Even though coning "isn't rocket science," one enthusiast points out that the process isn't without danger.

"It is possible to 'overcone,' and you certainly don't want to get hot wax on the eardrum," warns John Hajdu, co-owner of several Herb Stop stores in the Valley. Stressing the importance of buddy-system coning, Hajdu adds, "I always tell everybody not to use this on themselves. You have a burning product, something that's sticking out of you, so you should never use it on yourself at all."

He'll get no arguments with the last half of that sentence from skeptics like Food and Drug Administration spokesman Gil Meza, who wonders why coning is necessary at all.

"What, pray tell, is this thing supposed to accomplish?" asks Meza, who expressed serious reservations about the wisdom of using melted wax to retrieve wax.

Meza says his agency has yet to investigate ear candles. And, barring an injury report linked to coning, the FDA probably won't, because candle packaging typically carries no specific health claims. Dismissing promises of aural cleansing and other spiritual benefits as mind games, Meza says, "It's just a fad. That's basic human behavior for people to do things [like this] to themselves."

Meza isn't the only one who can't understand why some people would rather light a candle than curse the wax in their ears.

"I don't see what this does but clean the wax out of the ears," says Joel Cohen, a Scottsdale ear, nose and throat specialist. "Basically, a baby syringe with a little water will clear the ears of wax just as well."

Although he takes issue with some practitioners' more extravagant success stories ("How is this going to restore hearing problems, especially for people with old-age hearing loss?"), Cohen thinks that, at worst, coning is just an unnecessarily elaborate way to deal with a relatively simple problem.

"As long as [coning practitioners] don't hurt anyone, I'm not going to badmouth it," he says. "I don't think there's a problem as long as these people know their limitations."

Coning away back in her mid-Phoenix "love space," practitioner Barbi Davis is only too aware of the boundaries of her magic candles.
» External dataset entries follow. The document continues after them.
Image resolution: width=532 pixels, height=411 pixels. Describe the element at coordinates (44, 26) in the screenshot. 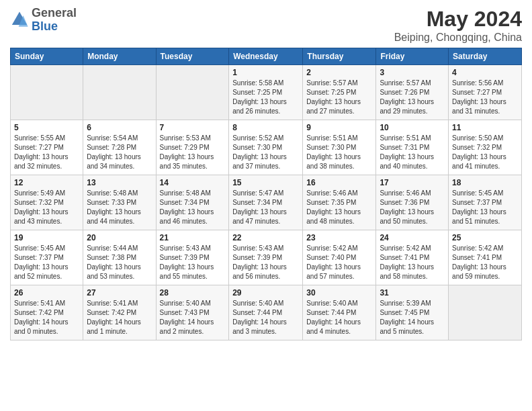

I see `logo-blue-text: Blue` at that location.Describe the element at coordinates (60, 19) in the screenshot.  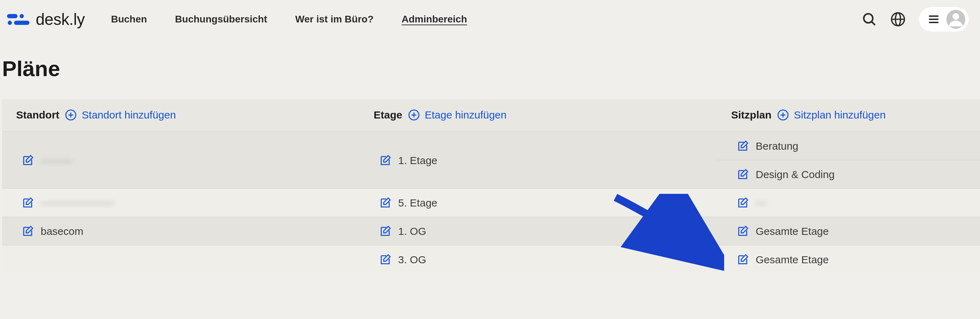
I see `brand-name: desk.ly` at that location.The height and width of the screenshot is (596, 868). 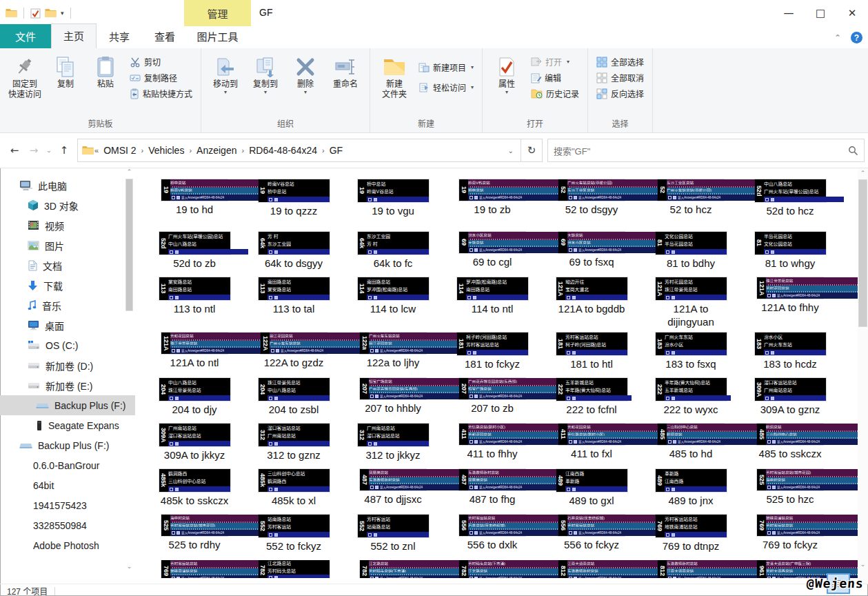 I want to click on file-item: 121A芳和花园总站珠江帝景苑总站显入Anzeigen#RD64-48-64x2…, so click(x=194, y=355).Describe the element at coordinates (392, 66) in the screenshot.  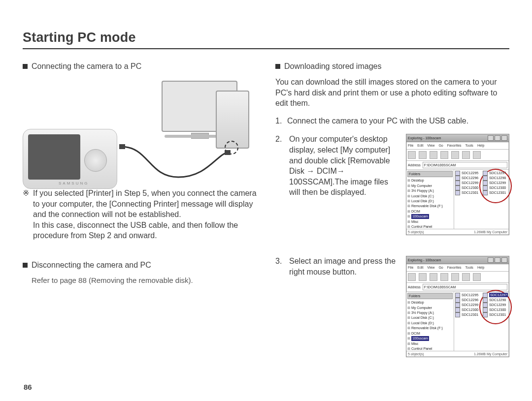
I see `section-downloading: Downloading stored images` at that location.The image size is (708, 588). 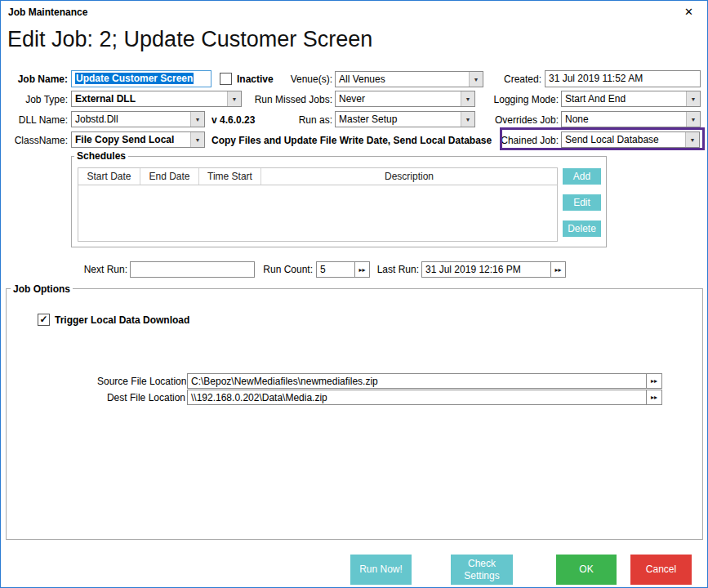 I want to click on trigger-local-data-download-checkbox: ✓, so click(x=44, y=320).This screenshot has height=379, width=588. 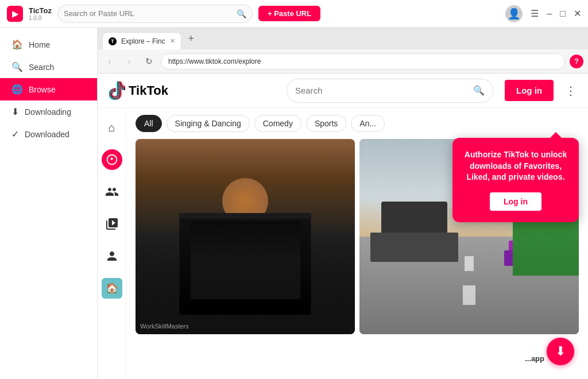 I want to click on close-button: ✕, so click(x=578, y=14). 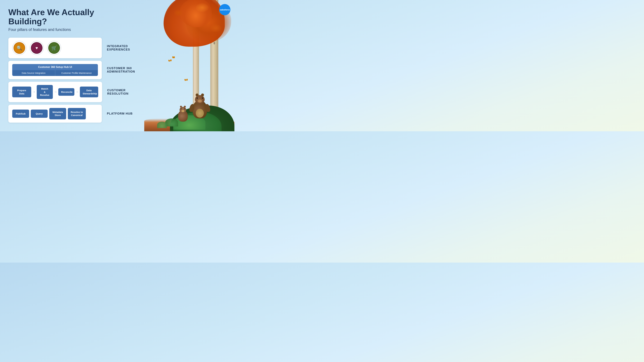 I want to click on foliage-main, so click(x=194, y=23).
"No, you can't stick them up your nose," says Davis, answering a much-asked question. Then, answering another, she adds, "You can't cone your derriere, either--that's why we have colonics.

BEFORE YOU GO...
Can you help us continue to share our stories? Since the beginning, Phoenix New Times has been defined as the free, independent voice of Phoenix — and we'd like to keep it that way. Our members allow us to continue offering readers access to our incisive coverage of local news, food, and culture with no paywalls.